Neil Davidson, Aileen Campbell & Robin Hayward
Aileen Campbell Neil Davidson Robin Hayward
Sparse and miniature free thought workouts involving guitar, vocals and tuba.
Arika have been creating events since 2001. The Archive is space to share the documentation of our work, over 600 events from the past 20 years. Browse the archive by event, artists and collections, explore using theme pairs, or use the index for a comprehensive overview.
Sparse and miniature free thought workouts involving guitar, vocals and tuba.
Ian and Gil will host a discussion on the Argument project’s social and political commentaries, and with you try and maybe think through whether and how they might still have some currency today: what’s changed and what’s stayed the same?
Can our favourite Vegas-born poet of prophetic blackness and a South Central transmuter of social rage into beauty feel through each other?
An evening of live performances, readings & saucy rococo cakes celebrating the launch of Truth and Lies – An Anthology of Writing and Art by Sex Workers.
The struggle for sex workers’ rights and how we can understand it in the continuum of care work and other forms of invisibilised and precarious work.
A sound of buzzing and flickering metallic drones, glottal stops and guttural growls, and also an explosiveness and purity of sound that reminds you as much of Bill Dixon as anyone else.
An LSD trip gone right via dense explorations of post-Fahey steel and low level drone.
Boston duo of saxophonist Bhob Rainey and trumpeter Greg Kelley approach their improvisations with a slew if extended techniques and pregnant silences.
A collaborative performance where sound and image are created, performed and mediated by light, water and glass.
Relative patterns of occlusion and exposure occupy two screens. Each exposure fires a stroboscopic flash of colour: yellow for one screen; blue for the other, filling the centre of both screens with colour, haloed with after-images.
A chorister attempting to sing Vivaldi, with live accompaniment, while trampolining for 20 minutes.
Is there a link between the ways we’re caged and exiled by the prison-industrial complex and the ways people’s bodies are violently categorised and segregated by race, class, gender or ability?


▶ Prompt
The answer must be an exact restatement of all the data.

[Data extracted from a collection]
● ● ● ● ● ● ●
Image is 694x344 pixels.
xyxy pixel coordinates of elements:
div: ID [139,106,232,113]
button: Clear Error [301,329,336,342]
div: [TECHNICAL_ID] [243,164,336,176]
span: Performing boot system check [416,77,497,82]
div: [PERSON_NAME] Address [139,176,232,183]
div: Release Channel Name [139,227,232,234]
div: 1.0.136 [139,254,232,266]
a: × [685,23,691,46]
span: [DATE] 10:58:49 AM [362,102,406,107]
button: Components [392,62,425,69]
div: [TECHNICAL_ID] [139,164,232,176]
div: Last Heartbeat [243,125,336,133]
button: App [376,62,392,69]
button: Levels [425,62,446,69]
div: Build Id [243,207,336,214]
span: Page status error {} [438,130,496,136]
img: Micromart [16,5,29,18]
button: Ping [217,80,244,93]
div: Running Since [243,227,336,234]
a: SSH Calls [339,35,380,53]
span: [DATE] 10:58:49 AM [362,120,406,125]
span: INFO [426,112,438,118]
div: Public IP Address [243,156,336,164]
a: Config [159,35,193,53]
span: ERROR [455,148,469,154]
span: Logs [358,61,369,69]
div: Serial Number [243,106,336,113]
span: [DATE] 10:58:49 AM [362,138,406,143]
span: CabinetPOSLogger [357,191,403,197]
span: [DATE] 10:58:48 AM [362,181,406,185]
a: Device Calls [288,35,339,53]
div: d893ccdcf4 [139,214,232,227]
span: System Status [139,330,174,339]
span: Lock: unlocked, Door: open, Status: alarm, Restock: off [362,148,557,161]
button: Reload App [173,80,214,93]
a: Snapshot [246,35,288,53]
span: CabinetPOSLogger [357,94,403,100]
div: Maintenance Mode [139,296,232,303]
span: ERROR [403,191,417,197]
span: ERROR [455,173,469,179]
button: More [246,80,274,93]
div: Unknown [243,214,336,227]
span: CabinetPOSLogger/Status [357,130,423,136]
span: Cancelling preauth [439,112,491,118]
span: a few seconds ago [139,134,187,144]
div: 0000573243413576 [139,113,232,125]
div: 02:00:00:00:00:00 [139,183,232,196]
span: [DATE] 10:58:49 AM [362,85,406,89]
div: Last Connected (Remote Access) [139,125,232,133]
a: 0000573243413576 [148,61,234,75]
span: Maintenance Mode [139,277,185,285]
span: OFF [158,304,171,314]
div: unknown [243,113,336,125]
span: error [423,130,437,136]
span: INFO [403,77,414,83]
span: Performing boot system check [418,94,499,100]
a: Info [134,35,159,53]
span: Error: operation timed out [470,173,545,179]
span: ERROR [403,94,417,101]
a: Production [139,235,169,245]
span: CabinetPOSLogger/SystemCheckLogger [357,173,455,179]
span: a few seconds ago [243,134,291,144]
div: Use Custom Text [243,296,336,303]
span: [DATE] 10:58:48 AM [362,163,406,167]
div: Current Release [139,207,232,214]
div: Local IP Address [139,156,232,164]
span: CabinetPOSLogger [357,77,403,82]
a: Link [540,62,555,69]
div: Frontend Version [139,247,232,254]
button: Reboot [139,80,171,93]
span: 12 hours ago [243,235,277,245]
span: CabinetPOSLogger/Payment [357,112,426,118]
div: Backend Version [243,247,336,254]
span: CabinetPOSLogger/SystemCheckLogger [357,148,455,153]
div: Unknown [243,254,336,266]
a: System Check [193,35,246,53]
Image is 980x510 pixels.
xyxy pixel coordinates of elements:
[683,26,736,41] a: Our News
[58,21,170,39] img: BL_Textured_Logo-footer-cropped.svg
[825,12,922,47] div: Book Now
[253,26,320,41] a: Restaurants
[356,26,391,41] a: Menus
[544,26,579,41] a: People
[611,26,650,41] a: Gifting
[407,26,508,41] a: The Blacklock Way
● ● ● ● ● ● ●
▶ Result
Image is 694x344 pixels.
xyxy pixel coordinates of elements:
div: ID [139,106,232,113]
button: Clear Error [301,329,336,342]
div: [TECHNICAL_ID] [243,164,336,176]
span: Performing boot system check [416,77,497,82]
div: [PERSON_NAME] Address [139,176,232,183]
div: Release Channel Name [139,227,232,234]
div: 1.0.136 [139,254,232,266]
a: × [685,23,691,46]
span: [DATE] 10:58:49 AM [362,102,406,107]
button: Components [392,62,425,69]
div: [TECHNICAL_ID] [139,164,232,176]
div: Last Heartbeat [243,125,336,133]
button: App [376,62,392,69]
button: Levels [425,62,446,69]
div: Build Id [243,207,336,214]
span: Page status error {} [438,130,496,136]
img: Micromart [16,5,29,18]
button: Ping [217,80,244,93]
div: Running Since [243,227,336,234]
a: SSH Calls [339,35,380,53]
span: [DATE] 10:58:49 AM [362,120,406,125]
span: INFO [426,112,438,118]
div: Public IP Address [243,156,336,164]
a: Config [159,35,193,53]
span: ERROR [455,148,469,154]
span: Logs [358,61,369,69]
div: Serial Number [243,106,336,113]
span: [DATE] 10:58:49 AM [362,138,406,143]
span: CabinetPOSLogger [357,191,403,197]
span: [DATE] 10:58:48 AM [362,181,406,185]
a: Device Calls [288,35,339,53]
div: d893ccdcf4 [139,214,232,227]
span: System Status [139,330,174,339]
span: Lock: unlocked, Door: open, Status: alarm, Restock: off [362,148,557,161]
button: Reload App [173,80,214,93]
a: Snapshot [246,35,288,53]
span: CabinetPOSLogger [357,94,403,100]
div: Maintenance Mode [139,296,232,303]
span: ERROR [403,191,417,197]
span: ERROR [455,173,469,179]
button: More [246,80,274,93]
div: Unknown [243,214,336,227]
span: CabinetPOSLogger/Status [357,130,423,136]
span: Cancelling preauth [439,112,491,118]
span: a few seconds ago [139,134,187,144]
div: 0000573243413576 [139,113,232,125]
div: 02:00:00:00:00:00 [139,183,232,196]
span: [DATE] 10:58:49 AM [362,85,406,89]
div: Last Connected (Remote Access) [139,125,232,133]
a: 0000573243413576 [148,61,234,75]
span: Maintenance Mode [139,277,185,285]
span: OFF [158,304,171,314]
div: unknown [243,113,336,125]
span: error [423,130,437,136]
span: INFO [403,77,414,83]
span: Performing boot system check [418,94,499,100]
a: Info [134,35,159,53]
span: Error: operation timed out [470,173,545,179]
span: ERROR [403,94,417,101]
a: Production [139,235,169,245]
span: CabinetPOSLogger/SystemCheckLogger [357,173,455,179]
span: a few seconds ago [243,134,291,144]
div: Use Custom Text [243,296,336,303]
span: [DATE] 10:58:48 AM [362,163,406,167]
div: Current Release [139,207,232,214]
div: Local IP Address [139,156,232,164]
span: CabinetPOSLogger [357,77,403,82]
a: Link [540,62,555,69]
div: Frontend Version [139,247,232,254]
button: Reboot [139,80,171,93]
span: 12 hours ago [243,235,277,245]
span: CabinetPOSLogger/Payment [357,112,426,118]
div: Backend Version [243,247,336,254]
span: CabinetPOSLogger/SystemCheckLogger [357,148,455,153]
div: Unknown [243,254,336,266]
a: System Check [193,35,246,53]
Image is 980x510 pixels.
xyxy pixel coordinates of elements:
[683,26,736,41] a: Our News
[58,21,170,39] img: BL_Textured_Logo-footer-cropped.svg
[825,12,922,47] div: Book Now
[253,26,320,41] a: Restaurants
[356,26,391,41] a: Menus
[544,26,579,41] a: People
[611,26,650,41] a: Gifting
[407,26,508,41] a: The Blacklock Way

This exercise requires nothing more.